Globally, virus cases surpassed the 15 million mark, with the U.S., Brazil and India together accounting for nearly half of all confirmed cases globally. In the U.S.,logistical issues with getting virus tests done quickly enough is proving a hurdle to getting the outbreak under control. The U.S. is up to 700,000 to 800,000 tests a day, according to the Covid Tracking Project. But according to Ashish Jha, director of Harvard's Global Health Institute, it would take 1.2 million tests a day to contain the outbreak. To suppress the virus would take 4.3 million tests each day. Meanwhile, on the stimulus front, Senate Majority Leader Mitch McConnell may introduce the GOP stimulus plan as soon as Thursday with a series of bills that would serve as an opening to negotiations with Democrats.

MiFID II Light

The European Union is planning to roll back landmark regulations on securities trading and investment research, arguing that softer rules on the finance industry are needed to help the economy recover. MiFID II's "unbundling" rules have been criticized for removing the incentive for analysts to produce research, especially on smaller stocks that struggle to attract the attention of investors. Proposed new rules by the European Commission would allow payments to be re-bundled for research on fixed income markets and companies worth less than 1 billion euros ($1.15 billion), according to documents seen by Bloomberg News.

Coming Up…

Chip maker STMicroelectronics NV boosted its guidance and beat quarterly estimates, pharma group Roche Holding AG posted results that missed estimates but signaled higher dividends, and Mercedes-Benz parent Daimler AG warned that it wouldn't catch up on vehicle sales this year. Other highlights on this morning's reporting agenda include food behemoth Unilever NV, oil major Repsol SA and marketing firm Publicis Groupe. Aside from earnings, get ready for three sentiment indicators-- Eurozone and German consumer confidence, and French manufacturing confidence. An afternoon highlight will be weekly U.S. initial jobless claims, as market participants hope for a sign of a sustained recovery after last week's slow-down.

What We've Been Reading

This is what's caught our eye over the past 24 hours. 

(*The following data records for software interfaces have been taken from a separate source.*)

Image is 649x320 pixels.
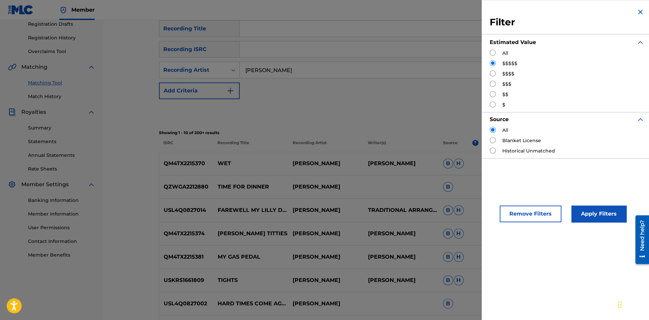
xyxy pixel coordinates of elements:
label: $$ [502,91,508,98]
a: Match History [28,93,95,100]
p: WET [213,159,288,167]
span: B [443,158,453,168]
label: All [502,127,508,134]
span: H [453,252,463,262]
form: Search Form [159,20,593,126]
img: Matching [8,63,16,71]
p: $$ [478,183,518,191]
img: expand [636,38,644,46]
p: [PERSON_NAME] TITTIES [213,229,288,237]
p: QM4TX2215370 [159,159,213,167]
p: QZWGA2212880 [159,183,213,191]
img: expand [87,180,95,188]
a: Banking Information [28,197,95,204]
a: Contact Information [28,238,95,245]
a: Statements [28,138,95,145]
span: Matching [21,63,47,71]
img: expand [636,115,644,123]
label: $$$$$ [502,60,517,67]
a: User Permissions [28,224,95,231]
p: $ [478,206,518,214]
p: TIME FOR DINNER [213,183,288,191]
span: B [443,252,453,262]
a: Member Information [28,210,95,217]
span: B [443,298,453,308]
img: expand [87,63,95,71]
p: [PERSON_NAME] [363,159,438,167]
p: Recording Title [213,140,288,152]
span: H [453,205,463,215]
img: Royalties [8,108,16,116]
p: Recording Artist [288,140,363,152]
a: Registration Drafts [28,21,95,28]
span: Member Settings [21,180,69,188]
p: $$ [478,159,518,167]
label: $$$$ [502,70,514,77]
p: $ [478,299,518,307]
span: B [443,182,453,192]
a: Rate Sheets [28,165,95,172]
button: Apply Filters [571,205,626,222]
img: close [636,8,644,16]
p: [PERSON_NAME] [363,229,438,237]
p: Writer(s) [363,140,438,152]
label: Blanket License [502,137,541,144]
h3: Filter [489,16,644,28]
strong: Estimated Value [489,39,536,45]
p: FAREWELL MY LILLY DEAR [213,206,288,214]
a: Matching Tool [28,79,95,86]
p: [PERSON_NAME] [288,253,363,261]
a: Overclaims Tool [28,48,95,55]
p: Showing 1 - 10 of 200+ results [159,130,593,136]
p: [PERSON_NAME] [288,183,363,191]
img: MLC Logo [8,5,34,15]
p: $$ [478,229,518,237]
p: $ [478,276,518,284]
img: 9d2ae6d4665cec9f34b9.svg [226,87,234,95]
p: ISRC [159,140,213,152]
span: B [443,205,453,215]
label: $ [502,101,505,108]
span: B [443,228,453,238]
div: Recording Artist [163,66,223,74]
iframe: Chat Widget [615,288,649,320]
p: TRADITIONAL ARRANGED BY [PERSON_NAME] [363,206,438,214]
p: [PERSON_NAME] [363,253,438,261]
p: USL4Q0827014 [159,206,213,214]
p: USL4Q0827002 [159,299,213,307]
span: H [453,228,463,238]
p: [PERSON_NAME] [288,229,363,237]
img: expand [87,108,95,116]
label: Historical Unmatched [502,147,555,154]
a: Member Benefits [28,251,95,258]
p: MY GAS PEDAL [213,253,288,261]
img: Top Rightsholder [59,6,67,14]
button: Add Criteria [159,82,240,99]
span: Member [71,6,95,14]
span: B [443,275,453,285]
a: Summary [28,124,95,131]
span: H [453,275,463,285]
p: [PERSON_NAME] [363,276,438,284]
p: TIGHTS [213,276,288,284]
p: $$ [478,253,518,261]
strong: Source [489,116,508,122]
label: All [502,50,508,57]
p: USKRS1661809 [159,276,213,284]
a: Annual Statements [28,152,95,159]
span: Royalties [21,108,46,116]
span: ? [472,140,478,146]
p: [PERSON_NAME] [288,206,363,214]
div: Drag [617,294,621,314]
span: H [453,158,463,168]
label: $$$ [502,81,511,88]
p: QM4TX2215374 [159,229,213,237]
p: [PERSON_NAME] [288,299,363,307]
p: [PERSON_NAME] [288,159,363,167]
a: Registration History [28,34,95,41]
p: [PERSON_NAME] [288,276,363,284]
p: Source [443,140,457,152]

And finally, here's what Mark Cudmore is interested in this morning

My trader senses are tingling. Having been bullish global stocks for most of the past few months, I'm suddenly feeling quite nervous again. The obvious threats -- rising coronavirus fatalities and mounting U.S.-China tensions -- aren't new. I'm more concerned about the fact that good news isn't being celebrated in stocks. So far, most earnings are comfortably beating (low) expectations, especially among the bellwether names. If that's not going to help equities to another leg higher, what will? More stimulus? And that's my other concern: Rising political conflict in the U.S. may mean a rather disappointing stimulus outcome compared to what investors had been assuming only a month ago. Don't get me wrong -- this isn't a call for a new bear market and general panic. It's just a suggestion that a 45% gain for the MSCI All-Country World Index over the past four months is really quite sufficient and upward momentum is declining rapidly. I'd be much more enthused again after a healthy correction and the height of summer seems an entirely appropriate time for one.

Mark Cudmore is a Bloomberg macro strategist and the Managing Editor of the Markets Live blog. Bloomberg Terminal users can follow him there at MLIV.